Some people have described the minds of graduate school advisors while thinking about their graduate students’ research, as Markov chains. That description is not made audibly by anyone who is still working on their degree and would like to continue doing so, of course. A Markov chain, in essence, is memoryless. What will happen next in a sequence of occurrences is determined by the current set of events and nothing previous.




Professors are like Markov chains in that they will likely forget most of the relevant information concerning your research project that you told them in conversations prior to that point. What was an impressive, well founded research hypothesis on Monday sounds like a tangled fishnet of specious reasoning on Thursday when you don’t take a moment to brief your advisor on what was discussed previously.

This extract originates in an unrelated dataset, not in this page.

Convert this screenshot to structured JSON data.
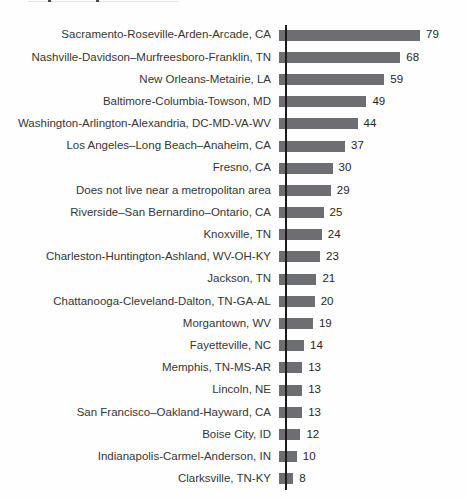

Now, let’s not be too hard on them. Advisors have a lot to remember so why not make it easy on yours and give some reminders of what they liked about your idea in the first place.

A conversation undertaken assuming memory of all information presented previously is not likely to go well for the student. Discussions with your advisor should always begin with a recanting of previous conclusions arrived upon, information and arguments used to form those conclusion, and reminders of their final decision and how they arrived at it.

Never begin a discussion with your advisor about your research assuming they remember what has transpired previously, unless of course you embarrassed yourself, in which case assume they remember with astonishing clarity. I made this mistake and that is how my dissertation went from containing one experiment, to containing two experiments, going back down to one experiment, and finally back up to two experiments.

My advisor has loved so many of my ideas when I initially presented them, with the buildup of all of the supporting details and theory and the grand hypothesis reveal, only to be nonplussed in a follow up meeting when I skipped straight to the end and he forgot what he liked about the idea in the first place.

Your advisor may not tell you that they don’t remember in exactly what way your brilliance manifested itself in your last conversation so it never hurts to review and hit the high points, else you may find your pet hypothesis on the scrap heap with all the other less-than-fantastic ideas you pitched.

And finally, don’t worry about insulting your mentor’s intelligence; they will usually have no problem letting you know if you are waxing on unnecessarily.